Network Monitoring: A reflective exercise
Today, highly capable and affordable network monitoring isn’t difficult to implement, and it isn’t overly complicated. This even holds true for smaller school districts. Educational institutions, from K–12 schools to public universities, are selecting diagnostic and alerting solutions designed to create a monitoring web connecting their on-premises and hybrid cloud networks.

But before jumping headfirst into a network monitoring solution, there are considerations for IT to mull over. Reflect on what your team has learned during the pandemic-induced shift to remote learning, and consider the following questions: 

  • What is the scale of the network? The extent of your monitoring solution will depend on the future size and growing needs of your school network. While K – 12 schools can feasibly do with basic infrastructure monitoring to keep their local and limited cloud networks in check, district schools or universities might consider adding application performance monitoring (APM). APM complements traditional infrastructure monitoring to improve the visualisation of internet performance and the digital experience of students and faculty.
  • What are the right data metrics to watch? Network monitoring will give IT information – lots of it. Rather than scouring every available metric and making sense of it later, it’s crucial for IT to identify which data is most valuable to observe and act upon. Complexity is the enemy of agility and speed. Look for solutions built to make it easy to filter critical metrics from unrelated noise. For instance, cloud performance data might be crucial for schools aiming to foster closer online collaboration, while others may put a priority on the stability of learning applications or getting the most from limited budgets. These educational priorities should inform the monitoring priorities of IT.
  • What were past and prevalent network issues? In-app bottlenecks, system errors, and infrastructure misconfigurations are the bane of educational networks. IT pros have become well acquainted with these common network issues and how to spot them. However, modern network monitoring goes further, with automated discovery and traffic analysis that makes these “search and fix” tasks much easier. It’s definitely more effective than expecting busy teachers or students to describe complex performance or error issues using help desk tickets. Detail is critical for identifying root cause, making network monitoring crucial for troubleshooting.
  • What about other network needs? Think beyond network stability, performance, and application accessibility. What other aspects of the network will benefit from monitoring? For instance, it’s common for school networks to become glutted with idle or underused applications or programs over time. Keeping this sprawl in check by removing or consolidating rarely used resources will improve performance and slash monthly costs.

These considerations should help IT arrive at an effective network monitoring and management solution capable of meeting their network needs. Furthermore, these solutions help teams deliver services users engage with, even with a limited budget. Reliable monitoring and reporting also serves as a guide to other technology and facilities projects. It emphasises the pressing need to consider radically new solutions while avoiding the bleeding edges, keeping networks stable and healthy for school years to come.
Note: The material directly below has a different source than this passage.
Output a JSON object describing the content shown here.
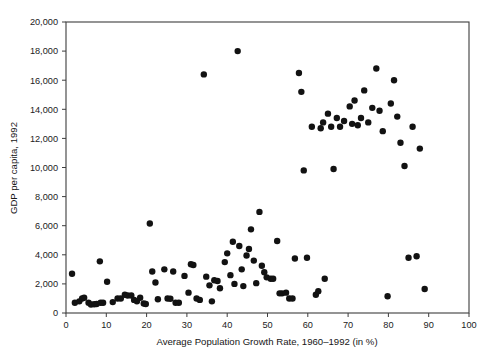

Education IT pros have recently done a remarkable job of quickly adapting to “impossible” scholastic situations. Though difficult to forecast, optimising ops visibility should be the priority for any school IT for the next few months. Remote learning is becoming less an anomaly and more a norm. Particularly in this rapidly deployed hybrid environment, the ability to reliably detect and resolve network issues and bottlenecks is the foundation of flexibility. Whether your learning and administration systems reside on on-prem networks or in the public cloud, reducing guesswork is more essential than ever before. Today, there’s more at stake than students excelling in their studies versus falling behind. There’s an opportunity for education IT teams to earn straight As.